Fractional reserve banking and the gold standard co-existed for many years. They could do so again. It’s impractical to the point of absurdity, but not impossible.
The problem is that a gold standard would jack up the price of gold relative to other goods and services, for no especially good purpose. Since the US left the gold standard, gold prices haven’t increased nearly as fast as the prices of actually useful goods.
Even with relatively fixed quantities of gold, people don’t demand that gold as much as they do other stuff. To return to a gold standard would be to jack up the price of gold (relative to other goods) just to use it for currency. This would make it prohibitively expensive for its other current non-monetary uses. And why? To replace a fiat currency with a standard that’s been dropped worldwide? It’s not impossible, no. It’s just silly.
This is completely illogical.
The Fed was created to help with monetary stability. This is a matter of historical record, with the last impetus being the 1907 financial rumbling. They wanted more financial stability. They did not manage to achieve this stability in the 1930s. But the fact that the Fed failed during the Great Depression does not magically change the motives of its founders. It just means that the institution they set up, as it originally existed, did not work as they thought it ought to work. But over time the Fed itself has changed in response to its former failures. And the Fed’s extremely strong response to the present economic crisis is, in all likelihood, the primary reason that this recession will be known as the Great Recession and not the Great Depression II.
Were there other, ulterior motives at hand in its foundation? I’m not a historian, so I’m not going to summarily deny the possibility. But nor am I going to ignore the continual attempts over the entire early history of the Republic to find some way to deal with the Panics that occasionally came about, and the eventual solution in the early 20th century to create the Fed.

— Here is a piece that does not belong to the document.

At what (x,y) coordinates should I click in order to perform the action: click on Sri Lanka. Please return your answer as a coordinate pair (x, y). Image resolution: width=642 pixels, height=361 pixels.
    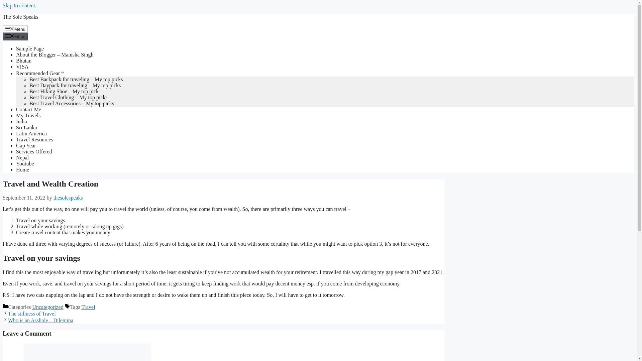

One might just as easily expect a long, slow, gradual inflation of unit prices with a stable currency. This was the case in the US since Fed chair Volcker whipped the inflation from the 1970s and early 80s until the present crisis.
Even with a stable money supply, there are other variables at work that can alter price levels to create an inflationary or deflationary whiplash. The value of money can be distorted not only through changes in the stock of money but also through changes in the velocity of money and real economic output.
This is key- regardless of whether paper currency is backed by an item of supposed intrinsic value or not, it’s still only worth as much as the promise of the government backing it.
If you have little enough faith in a government that you think its currency is of dubious worth, how much faith would you have in the same government’s promise to give you some gold when you ask for it? Presumably, very little… whether that’s because you think the government is lying about having enough gold to cover all the currency in circulation, or because you think if the economy collapses and you need to cash in your chips, some corrupt bureaucrat will have run off to Antigua with the nation’s money supply.
The price of gold relative to a single dollar wouldn’t change if a successful peg was instituted. What would change is the price of gold relative to all other goods and services. Just because one dollar would always get you a guaranteed quantity of gold wouldn’t mean that that same amount of gold (or the paper dollar backed by that gold) would get you a fixed quantity of groceries your next visit to the supermarket.